Zcom_simple

Hello,

Blogs are a familiar feature on the internet - where users post content in an accumulating manner, with comments, and search options, etc. They facilitate expression and exploration, and via attached comments, also debate and synthesis.


Reading and
Navigating Blogs

Our blogs are quite powerful. Each writer can post, as is typically the case. Sustainers who have the option can also post, however. All Blogs appear in the blog system, and sometimes also in content boxes the top page of ZNet - and always via the left menu of the top page - and can be found via searches, etc.

Commenting on blogs follows the blogs, attached at the bottom, and blog comments, like all others, are also visible in many places that show comments including in the forum system. In addition, the entire blog system gathers content for everyone - but one can look at the accumulating content in many ways.

  • For example one can look at one writer's efforts - so one is seeing what is effectively a blog system for that one writer, or Sustainer.
  • One can also look at the content by topic, seeing blogs that are tagged as being about a certain topic - or place, as well. Thus, when doing that, it is a blog system about a topic, or a place, with many contributors.
  • One can look at only writer blogs, or only sustainer blogs, as well.
  • One can look at blogs for particular Groups, too.

All this is easily done using the left menu. Searches allow even more variables and refinements.


Creating Blog Posts

If you are a Sustainer with permission, and are logged in, you will see a link in the left menu for you to post a blog - and you can use that to post one, and then tag it various ways (such as with a topic or place, or a group tag), and once you do, it is in the system with you as the author.

You can also use the console button to the left to post a blog - anytime and from anywhere in the site, as long as you are logged in.

Meanwhile, enjoy the blogs - and, by the way, if you are a Free Member or a Sustainer with a ZSpace page, of course you can put one or more content boxes on it, pulling blog links of any sort you may want to filter for, for example, by you or by your friends or by others - and by topic, about places, for groups, etc.

Blogs

583206

Mitchell Szczepanczyk's Blog

Web Address: http://www.zcommunications.org/zspace/mitchellszczepanczyk
Bio: Mitchell Szczepanczyk is a software developer, media producer, political activist, aspiring polyglot, degree-holding linguist, and game show aficionado. A son of Polish immigrants and a native of M... (More)

All Szczepanczyk Blogs

Activists Must Be Amphibians: A Review of Derek Wall's Babylon and Beyond

By Mitchell Szczepanczyk at Jul 03, 2006


Change Text Size a- | A+

It's cool when you first hear about a book when you get an email from the author who emails you out of nowhere to tell you about the book. It's much cooler that the book in question kicks ass. The book in question is "Babylon and Beyond: The Economics of Anti-Capitalist, Anti-Globalist and Radical Green Movements". The author is Derek Wall, who emailed me about the book (no kidding!), and if you haven't seen this book, do yourself a favor and get it. I finally got a chance to pick this book up last weekend at the Allied Media Conference, and I'm very glad I did. I like to think of this book as a nice-and-helpful tour guide through potentially intimidating territory, even for people who are familiar with it and sympathetic with some of its participants -- anticapitalist economics. The book traverses a lot of ground, including capitalist reformers like George Soros and Joseph Stiglitz, anticorporate advocates like Naomi Klein and David Korten, the various green and bioregionalist movements, the neopolitan flavors of marxisms, the autonomism espoused (densely so) by Hardt and Negri, and much more. Most importantly, the book is short, useful, and clear. Wall is also unafraid to constructively critique movements and positions even when he might smile at work dedicated to trying to improve some corner of the world. I believe that Wall is also decidedly correct in calling for an anti-market approach in such movements and positions, since markets spawn so many plagues. Parecon also gets a mention, but I wish it would have been elaborated on more, since it can address many of the concerns voiced in the book. I suppose one reason why it didn't more of a mention is that, while the theory has been tossed around for a number of years now, there hasn't been as much parecon-related activism, by way of comparison, as that of other radical political movements. So far. Wall also discusses one great idea: Activists as Amphibians. He says: "Strategy, whether in Kentucky or Ulan Bator, must be amphibious, half in the dirty water of the present but seeking to move on to a new, unexplored territory. Anti-capitalist alternatives should be assessed in terms of their ability to address present concerns." This is spot on, and it echoes the work in Robin Hahnel's also-excellent book Economic Justice and Democracy, in which he advocates a similar "amphibious" approach for social justice activists, even though he doesn't term it as such. Great minds think alike.

Person

I forgot the name of this

By Kissenger, Clark at Dec 25, 2006 22:27 PM

I forgot the name of this book and the search tool on znet wasn't much help so I almost didn't bother to continue looking. Is Derek Wall himself a parecon supporter?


TASK TO CARRY OUT: Please copy every line of the data in which the string "angle" appears.

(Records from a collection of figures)
↓↓↓
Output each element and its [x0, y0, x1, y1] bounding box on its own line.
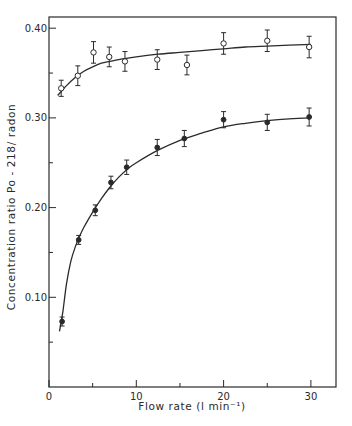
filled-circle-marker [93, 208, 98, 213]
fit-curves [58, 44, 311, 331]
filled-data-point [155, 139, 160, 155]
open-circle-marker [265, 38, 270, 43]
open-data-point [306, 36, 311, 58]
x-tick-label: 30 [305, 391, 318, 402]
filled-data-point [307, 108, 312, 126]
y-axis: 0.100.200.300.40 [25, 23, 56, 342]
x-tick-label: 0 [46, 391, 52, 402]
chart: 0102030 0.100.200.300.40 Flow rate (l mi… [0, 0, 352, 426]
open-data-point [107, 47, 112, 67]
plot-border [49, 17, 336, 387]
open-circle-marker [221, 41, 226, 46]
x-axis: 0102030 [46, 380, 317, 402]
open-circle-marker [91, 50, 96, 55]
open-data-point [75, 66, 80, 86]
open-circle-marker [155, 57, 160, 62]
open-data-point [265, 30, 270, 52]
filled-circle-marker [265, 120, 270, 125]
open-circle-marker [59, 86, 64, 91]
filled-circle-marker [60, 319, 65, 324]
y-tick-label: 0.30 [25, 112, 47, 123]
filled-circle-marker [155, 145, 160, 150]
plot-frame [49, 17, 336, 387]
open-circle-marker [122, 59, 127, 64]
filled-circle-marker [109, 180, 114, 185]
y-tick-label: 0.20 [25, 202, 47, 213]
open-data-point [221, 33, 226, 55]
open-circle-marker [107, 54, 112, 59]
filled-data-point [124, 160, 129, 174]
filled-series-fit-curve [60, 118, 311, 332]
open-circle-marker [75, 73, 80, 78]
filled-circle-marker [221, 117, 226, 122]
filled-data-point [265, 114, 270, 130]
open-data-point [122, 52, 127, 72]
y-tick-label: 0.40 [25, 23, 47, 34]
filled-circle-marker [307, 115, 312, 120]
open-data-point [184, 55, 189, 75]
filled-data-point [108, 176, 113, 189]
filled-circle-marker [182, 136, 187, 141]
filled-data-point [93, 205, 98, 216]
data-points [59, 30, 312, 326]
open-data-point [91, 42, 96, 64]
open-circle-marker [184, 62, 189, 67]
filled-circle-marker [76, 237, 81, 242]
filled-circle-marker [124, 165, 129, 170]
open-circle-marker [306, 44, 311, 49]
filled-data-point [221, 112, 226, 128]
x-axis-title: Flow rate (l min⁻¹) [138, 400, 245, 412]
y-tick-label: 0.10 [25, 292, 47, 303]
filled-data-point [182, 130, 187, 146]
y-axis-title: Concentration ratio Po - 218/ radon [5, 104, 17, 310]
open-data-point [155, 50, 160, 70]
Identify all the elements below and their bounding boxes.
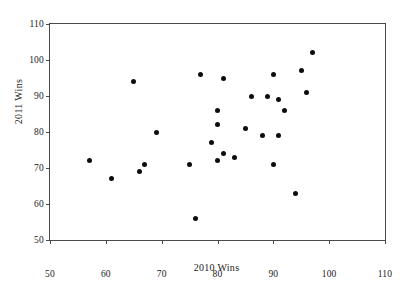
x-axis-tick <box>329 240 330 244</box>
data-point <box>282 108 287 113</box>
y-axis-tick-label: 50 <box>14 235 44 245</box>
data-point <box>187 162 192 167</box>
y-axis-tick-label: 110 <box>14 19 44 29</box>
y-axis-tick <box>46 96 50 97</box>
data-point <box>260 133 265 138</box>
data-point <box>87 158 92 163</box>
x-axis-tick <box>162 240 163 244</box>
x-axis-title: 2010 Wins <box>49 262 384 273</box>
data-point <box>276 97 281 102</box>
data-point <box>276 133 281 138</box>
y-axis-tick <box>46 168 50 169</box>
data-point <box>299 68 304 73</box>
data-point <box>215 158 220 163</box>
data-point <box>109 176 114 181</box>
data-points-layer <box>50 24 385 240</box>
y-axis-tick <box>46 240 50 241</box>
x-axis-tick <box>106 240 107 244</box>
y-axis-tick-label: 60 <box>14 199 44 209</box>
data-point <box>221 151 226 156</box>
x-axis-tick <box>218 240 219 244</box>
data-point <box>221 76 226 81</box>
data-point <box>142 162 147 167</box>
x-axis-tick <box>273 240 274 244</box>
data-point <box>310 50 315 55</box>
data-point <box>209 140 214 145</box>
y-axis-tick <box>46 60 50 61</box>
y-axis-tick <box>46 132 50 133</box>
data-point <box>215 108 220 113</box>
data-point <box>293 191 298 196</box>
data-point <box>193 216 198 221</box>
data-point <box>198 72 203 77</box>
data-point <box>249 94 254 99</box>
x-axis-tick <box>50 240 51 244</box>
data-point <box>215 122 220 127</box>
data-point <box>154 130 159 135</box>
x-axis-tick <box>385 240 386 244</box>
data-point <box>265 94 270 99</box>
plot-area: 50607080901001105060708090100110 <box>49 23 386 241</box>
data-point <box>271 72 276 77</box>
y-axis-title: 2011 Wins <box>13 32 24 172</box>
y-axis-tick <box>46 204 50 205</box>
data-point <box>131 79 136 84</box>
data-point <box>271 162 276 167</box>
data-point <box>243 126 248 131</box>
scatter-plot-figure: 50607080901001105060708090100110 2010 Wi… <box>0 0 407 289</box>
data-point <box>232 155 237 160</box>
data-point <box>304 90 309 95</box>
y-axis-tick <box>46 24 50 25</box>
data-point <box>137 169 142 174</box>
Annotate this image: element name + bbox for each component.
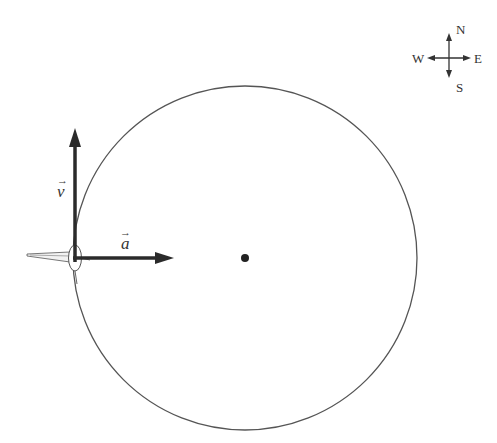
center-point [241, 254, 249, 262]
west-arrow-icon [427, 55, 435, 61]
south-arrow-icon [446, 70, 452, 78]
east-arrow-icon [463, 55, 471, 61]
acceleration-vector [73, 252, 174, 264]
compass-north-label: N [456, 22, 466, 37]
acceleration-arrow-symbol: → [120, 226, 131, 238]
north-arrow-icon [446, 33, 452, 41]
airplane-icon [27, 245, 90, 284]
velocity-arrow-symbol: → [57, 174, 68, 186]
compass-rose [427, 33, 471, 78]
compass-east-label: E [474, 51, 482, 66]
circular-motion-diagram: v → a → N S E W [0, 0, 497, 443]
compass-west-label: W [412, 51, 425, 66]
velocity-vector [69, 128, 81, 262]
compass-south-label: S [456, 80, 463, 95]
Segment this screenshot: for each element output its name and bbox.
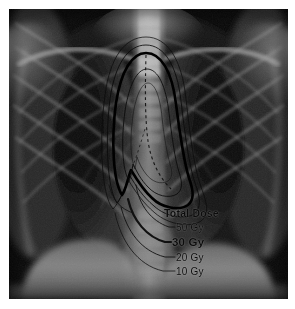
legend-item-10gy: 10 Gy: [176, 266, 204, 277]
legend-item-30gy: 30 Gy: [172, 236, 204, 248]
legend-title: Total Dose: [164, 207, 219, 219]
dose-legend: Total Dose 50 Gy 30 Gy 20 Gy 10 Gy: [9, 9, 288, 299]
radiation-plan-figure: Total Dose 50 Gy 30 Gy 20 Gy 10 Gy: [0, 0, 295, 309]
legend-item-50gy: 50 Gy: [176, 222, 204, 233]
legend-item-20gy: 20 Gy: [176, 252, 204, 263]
↑↑↑
↓↓↓
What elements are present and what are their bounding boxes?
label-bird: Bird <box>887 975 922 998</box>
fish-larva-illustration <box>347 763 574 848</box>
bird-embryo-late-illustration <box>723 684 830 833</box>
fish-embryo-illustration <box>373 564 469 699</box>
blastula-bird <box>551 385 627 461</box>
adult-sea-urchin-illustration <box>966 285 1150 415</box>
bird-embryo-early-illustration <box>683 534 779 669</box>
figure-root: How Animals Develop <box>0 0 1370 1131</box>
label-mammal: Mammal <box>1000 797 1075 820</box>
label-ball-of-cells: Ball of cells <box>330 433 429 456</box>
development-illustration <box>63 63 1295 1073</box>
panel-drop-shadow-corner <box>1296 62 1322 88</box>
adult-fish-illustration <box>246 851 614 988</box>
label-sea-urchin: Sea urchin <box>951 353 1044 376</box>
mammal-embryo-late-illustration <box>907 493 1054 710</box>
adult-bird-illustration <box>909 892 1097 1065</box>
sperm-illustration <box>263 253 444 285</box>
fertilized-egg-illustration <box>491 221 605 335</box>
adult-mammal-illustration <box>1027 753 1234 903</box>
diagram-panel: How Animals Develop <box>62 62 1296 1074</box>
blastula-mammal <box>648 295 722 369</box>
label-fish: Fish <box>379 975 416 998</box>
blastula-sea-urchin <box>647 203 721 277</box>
↑↑↑
↓↓↓
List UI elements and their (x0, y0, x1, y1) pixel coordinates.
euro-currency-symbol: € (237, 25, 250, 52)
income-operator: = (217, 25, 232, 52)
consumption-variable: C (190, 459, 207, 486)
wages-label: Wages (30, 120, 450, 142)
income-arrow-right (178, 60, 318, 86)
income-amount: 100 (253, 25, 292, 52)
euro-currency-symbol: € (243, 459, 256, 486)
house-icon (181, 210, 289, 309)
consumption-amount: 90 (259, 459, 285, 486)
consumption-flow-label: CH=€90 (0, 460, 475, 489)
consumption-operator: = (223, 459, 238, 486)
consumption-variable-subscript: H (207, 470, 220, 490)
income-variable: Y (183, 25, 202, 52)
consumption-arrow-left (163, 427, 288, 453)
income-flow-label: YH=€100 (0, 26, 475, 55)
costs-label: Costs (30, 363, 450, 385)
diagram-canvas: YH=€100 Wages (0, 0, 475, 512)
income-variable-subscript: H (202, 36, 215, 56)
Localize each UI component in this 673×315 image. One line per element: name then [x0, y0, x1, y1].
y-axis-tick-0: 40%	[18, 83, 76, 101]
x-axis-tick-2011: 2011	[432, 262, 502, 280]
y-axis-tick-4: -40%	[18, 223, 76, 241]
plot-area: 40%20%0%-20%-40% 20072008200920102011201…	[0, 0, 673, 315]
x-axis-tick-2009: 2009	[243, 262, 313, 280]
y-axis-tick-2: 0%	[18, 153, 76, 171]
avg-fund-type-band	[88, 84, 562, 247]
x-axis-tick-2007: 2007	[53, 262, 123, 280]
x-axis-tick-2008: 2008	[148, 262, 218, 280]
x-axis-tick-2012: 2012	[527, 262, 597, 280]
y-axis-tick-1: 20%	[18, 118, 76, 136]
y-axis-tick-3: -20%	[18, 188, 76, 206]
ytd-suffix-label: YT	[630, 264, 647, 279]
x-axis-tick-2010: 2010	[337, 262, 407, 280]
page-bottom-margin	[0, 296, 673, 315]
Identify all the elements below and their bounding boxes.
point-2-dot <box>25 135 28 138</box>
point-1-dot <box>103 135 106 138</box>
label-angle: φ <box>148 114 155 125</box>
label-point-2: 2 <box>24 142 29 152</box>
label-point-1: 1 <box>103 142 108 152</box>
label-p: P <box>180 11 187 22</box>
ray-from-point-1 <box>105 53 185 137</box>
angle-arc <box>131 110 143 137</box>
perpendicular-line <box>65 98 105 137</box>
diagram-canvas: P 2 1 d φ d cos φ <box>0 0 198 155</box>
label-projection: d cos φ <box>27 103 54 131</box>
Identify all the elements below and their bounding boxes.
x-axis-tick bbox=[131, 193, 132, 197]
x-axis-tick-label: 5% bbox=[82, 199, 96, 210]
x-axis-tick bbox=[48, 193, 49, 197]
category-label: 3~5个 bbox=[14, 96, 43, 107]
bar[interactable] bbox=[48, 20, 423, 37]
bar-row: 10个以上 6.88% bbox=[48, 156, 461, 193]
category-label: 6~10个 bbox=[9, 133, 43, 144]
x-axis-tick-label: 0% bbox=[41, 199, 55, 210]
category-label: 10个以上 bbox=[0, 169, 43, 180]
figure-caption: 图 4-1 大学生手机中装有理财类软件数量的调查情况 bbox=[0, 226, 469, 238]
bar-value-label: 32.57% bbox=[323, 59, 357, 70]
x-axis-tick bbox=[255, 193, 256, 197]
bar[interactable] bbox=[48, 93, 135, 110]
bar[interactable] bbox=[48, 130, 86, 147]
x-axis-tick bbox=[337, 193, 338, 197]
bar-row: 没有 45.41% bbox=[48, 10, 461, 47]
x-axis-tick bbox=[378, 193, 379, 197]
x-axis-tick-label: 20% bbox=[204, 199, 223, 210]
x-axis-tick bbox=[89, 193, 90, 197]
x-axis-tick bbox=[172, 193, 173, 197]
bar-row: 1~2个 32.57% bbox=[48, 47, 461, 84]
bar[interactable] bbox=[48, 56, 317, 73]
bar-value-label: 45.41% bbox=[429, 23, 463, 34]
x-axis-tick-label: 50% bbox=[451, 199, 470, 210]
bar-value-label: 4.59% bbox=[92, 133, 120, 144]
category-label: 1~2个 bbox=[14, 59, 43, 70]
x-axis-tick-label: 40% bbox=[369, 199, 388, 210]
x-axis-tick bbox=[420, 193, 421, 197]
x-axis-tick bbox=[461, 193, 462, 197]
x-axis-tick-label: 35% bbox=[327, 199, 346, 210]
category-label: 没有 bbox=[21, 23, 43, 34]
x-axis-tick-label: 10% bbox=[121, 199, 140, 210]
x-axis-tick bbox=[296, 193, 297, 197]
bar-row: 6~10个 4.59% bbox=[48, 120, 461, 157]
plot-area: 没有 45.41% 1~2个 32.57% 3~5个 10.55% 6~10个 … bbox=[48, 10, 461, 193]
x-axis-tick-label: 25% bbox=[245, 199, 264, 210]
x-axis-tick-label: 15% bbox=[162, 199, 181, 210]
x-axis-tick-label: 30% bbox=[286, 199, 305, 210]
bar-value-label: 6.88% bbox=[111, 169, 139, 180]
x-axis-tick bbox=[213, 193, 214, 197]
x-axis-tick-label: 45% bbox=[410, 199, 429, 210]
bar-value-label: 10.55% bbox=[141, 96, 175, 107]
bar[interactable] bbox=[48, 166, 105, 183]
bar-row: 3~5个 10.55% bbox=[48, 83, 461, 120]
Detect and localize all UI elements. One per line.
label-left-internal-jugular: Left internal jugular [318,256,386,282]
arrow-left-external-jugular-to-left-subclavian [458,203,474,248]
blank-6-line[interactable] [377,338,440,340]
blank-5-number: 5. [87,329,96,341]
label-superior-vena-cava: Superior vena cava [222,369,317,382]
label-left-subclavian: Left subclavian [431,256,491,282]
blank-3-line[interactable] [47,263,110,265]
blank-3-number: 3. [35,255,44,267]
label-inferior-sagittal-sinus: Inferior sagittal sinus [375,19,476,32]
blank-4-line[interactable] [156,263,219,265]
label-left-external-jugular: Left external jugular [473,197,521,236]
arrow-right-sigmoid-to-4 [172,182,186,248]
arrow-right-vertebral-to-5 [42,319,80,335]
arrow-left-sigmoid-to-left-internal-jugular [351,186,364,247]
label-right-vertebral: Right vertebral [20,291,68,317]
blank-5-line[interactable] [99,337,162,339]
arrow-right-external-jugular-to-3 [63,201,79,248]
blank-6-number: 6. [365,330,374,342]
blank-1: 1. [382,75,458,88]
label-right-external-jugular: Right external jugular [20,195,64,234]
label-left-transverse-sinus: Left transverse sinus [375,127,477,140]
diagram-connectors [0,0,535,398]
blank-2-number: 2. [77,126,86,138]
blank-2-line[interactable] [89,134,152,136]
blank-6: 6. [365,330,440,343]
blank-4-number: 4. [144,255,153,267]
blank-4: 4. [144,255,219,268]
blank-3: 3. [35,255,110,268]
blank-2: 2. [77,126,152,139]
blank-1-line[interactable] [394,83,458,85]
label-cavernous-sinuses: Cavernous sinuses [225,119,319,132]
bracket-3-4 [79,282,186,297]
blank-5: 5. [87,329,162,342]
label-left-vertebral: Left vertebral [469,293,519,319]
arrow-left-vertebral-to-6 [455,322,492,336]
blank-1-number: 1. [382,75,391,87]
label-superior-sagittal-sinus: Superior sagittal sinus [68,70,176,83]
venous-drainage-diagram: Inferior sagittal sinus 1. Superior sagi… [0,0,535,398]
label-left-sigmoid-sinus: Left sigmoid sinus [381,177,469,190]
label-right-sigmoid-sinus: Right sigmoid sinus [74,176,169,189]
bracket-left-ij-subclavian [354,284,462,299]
↑↑↑
ANSWER FOR THE TASK:
label-angle: φ <box>148 114 155 125</box>
angle-arc <box>131 110 143 137</box>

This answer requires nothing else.